Tuesday, 7 April 2020

Brian McGilloway Q&A


The Last Crossing

Last week I reviewed the new release from Brian McGilloway, the New York Times Bestselling author, with his new thriller The Last Crossing. A stand alone novel that looks at how actions can have ever lasting consequences.

After excitedly reading the book, the author granted me the pleasure of an interview which I can share with you now.



What was the genesis of The Last Crossing following your series of books, why a standalone novel now?


With each book, I simply write the story I want to tell. Usually, that fits in to one of the two series, but with this book it didn’t. I liked the idea of looking at 3 ordinary people who do something terrible for what they all believe to be justified reasons and who have to face that again 30 years later. I was interested in how each would have changed, how what they had done would have changed them, and the manner in which each had attempted or failed to reconcile themselves with what they had done. From the beginning, I knew this wasn’t going to be a police procedural, nor did I want it to be.



How easy was it to juggle the two timelines was it like writing two stories at same time or separately then edited?


No, I wrote one straight into the next using concatenation where the final phrase of one chapter opens the next. It was to create continuity between past and present and also to link the two more closely. It’s a technique used in a medieval poem called The Pearl which I’ve tried to use a few times before – most obviously in Little Girl Lost where I had two narratives connected in this way in the first draft. After hitting a block about three quarters of the way through, I realised it wasn’t working for that book and removed both it and the entire second narrative. I’ve been wanting to use it since and thankfully, in this book, the technique suited the structure and theme more obviously and finally worked for me. I found using it helped create impetus in the actual writing of the novel.




You are from Londonderry, the Troubles was more a way of life than a snapshot, was it easy to write about from memory having been born there?


I love Derry and am very proud to have grown up there. It suffered a lot through the years of violence to the extent that its personality and sense of identity have been changed by it in some ways. That reflects the way in which all of us who grew up through it were similarly changed by it in ways – some more obviously than others. The book, I hope, reflects the various gradations of impact the violence had on the various characters.





The story is about looking back at life's regrets do you have any?


I suppose we all have moments of wondering ‘what if?’ – the Road Not Taken moments. With the story between Tony and Karen, I’d say the influence of Tom Waits’ Martha is there – someone looking back on how their life’s course has gone in a completely different course from the one they’d expected and how we react when faced with that realisation as we meet someone we once loved. Larkin’s Dockery and Son deals with a similar moment of terrible clarity. My own regrets tend to focus on friendships lost more than choices not made – we all make our choices and live with them after all. I’m very lucky and blessed in so many ways, it would be churlish to regret.



What are your hopes for the book? 


It’s a book of which I’m quite protective. I just hope it finds any kind of readership and finds kindred souls to whom it speaks. It’s a challenge to get people reading Northern Irish fiction, so finding someone who’d not ordinarily have read fiction from here would be a bonus!



Did the speed and economy of the book come from editing or down to the jumping back and forth of timelines to induce this whip crack nature of looking back and forward ?


I suspect it’s a reflection of how I write. The book was written very quickly once I got started – and benefitted from the support of a number of friends and crime writing peers who read it and encouraged me along the way. I tend to write in short bursts – maybe an hour or so per day – and aim to keep things moving. I get bored with slow narratives myself, if I’m honest.



Do you miss teaching full time?


No – I still teach full time. I took a sabbatical for two years when my kids were younger to help look after them but have been back teaching for 5 years now. I still love it – though it does make writing a book a year almost impossible for me at least, thus the longer break between books. The characterisation of the younger character in the novel who drives the other three around was informed by great advice from a group of my former students who’ve all kept in contact with each other and me. It’s a privilege to introduce young minds to great literature for the first time and to spend your days talking about books you love.



What advice would you give to any would be authors?



Trust your instincts. Read widely, but don’t try to guess the market or write for the market – instead produce a work of which you are proud and can stand over and it’ll find a readership eventually. Writing is about connecting with a reader – the size of the readership will vary from book to book, but the essential connection stays the same and that’s the important bit.



How have you coped with self-isolation?


We’ve four kids so with six of us in the house altogether it’s been pretty busy. Plus I’m still teaching remotely, so the days pass quickly enough. I’ve great plans to get another book written and to read loads: I’m chipping away slowly at both…


My thanks to Dome Press for the review opportunity.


Assigned task -
Look through the entries for the string "figure" and copy every line where it shows up.

Supplied data -

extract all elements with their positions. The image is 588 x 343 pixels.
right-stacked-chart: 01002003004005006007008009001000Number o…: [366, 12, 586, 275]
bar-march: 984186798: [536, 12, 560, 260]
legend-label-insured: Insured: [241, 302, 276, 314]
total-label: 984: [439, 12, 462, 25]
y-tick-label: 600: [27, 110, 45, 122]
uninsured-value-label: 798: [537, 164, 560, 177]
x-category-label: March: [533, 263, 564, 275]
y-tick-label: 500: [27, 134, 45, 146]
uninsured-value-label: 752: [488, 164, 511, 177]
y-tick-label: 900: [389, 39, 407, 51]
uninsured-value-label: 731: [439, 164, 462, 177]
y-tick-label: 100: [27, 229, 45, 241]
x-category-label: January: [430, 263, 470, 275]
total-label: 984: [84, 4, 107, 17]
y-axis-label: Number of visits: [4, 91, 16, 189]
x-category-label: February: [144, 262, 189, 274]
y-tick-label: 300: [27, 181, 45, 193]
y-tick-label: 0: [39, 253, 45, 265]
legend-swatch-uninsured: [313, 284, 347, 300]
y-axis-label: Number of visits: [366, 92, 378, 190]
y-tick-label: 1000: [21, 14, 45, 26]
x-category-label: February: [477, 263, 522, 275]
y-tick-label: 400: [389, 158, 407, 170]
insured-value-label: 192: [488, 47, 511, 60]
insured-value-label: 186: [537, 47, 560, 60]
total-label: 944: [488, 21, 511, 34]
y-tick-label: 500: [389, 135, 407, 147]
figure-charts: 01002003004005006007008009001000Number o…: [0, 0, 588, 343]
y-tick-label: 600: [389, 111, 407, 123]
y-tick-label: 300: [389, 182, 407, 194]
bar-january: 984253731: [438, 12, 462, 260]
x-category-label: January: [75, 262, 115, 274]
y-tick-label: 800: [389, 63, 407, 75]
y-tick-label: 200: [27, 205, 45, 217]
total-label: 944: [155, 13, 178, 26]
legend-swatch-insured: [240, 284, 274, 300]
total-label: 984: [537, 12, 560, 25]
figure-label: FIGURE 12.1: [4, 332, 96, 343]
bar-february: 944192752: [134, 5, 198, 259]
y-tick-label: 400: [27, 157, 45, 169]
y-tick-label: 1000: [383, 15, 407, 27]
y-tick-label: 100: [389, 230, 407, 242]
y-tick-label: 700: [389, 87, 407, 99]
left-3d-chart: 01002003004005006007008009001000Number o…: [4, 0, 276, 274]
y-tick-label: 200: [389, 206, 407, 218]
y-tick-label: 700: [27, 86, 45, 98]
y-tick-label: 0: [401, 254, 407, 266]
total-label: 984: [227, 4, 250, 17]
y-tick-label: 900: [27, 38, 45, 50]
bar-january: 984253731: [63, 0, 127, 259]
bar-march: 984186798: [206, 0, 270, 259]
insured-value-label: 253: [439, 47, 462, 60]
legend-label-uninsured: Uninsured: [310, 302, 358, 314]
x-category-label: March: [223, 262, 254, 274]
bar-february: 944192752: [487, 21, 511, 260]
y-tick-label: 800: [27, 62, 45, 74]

Problem solution -
figure-charts: 01002003004005006007008009001000Number o…: [0, 0, 588, 343]
figure-label: FIGURE 12.1: [4, 332, 96, 343]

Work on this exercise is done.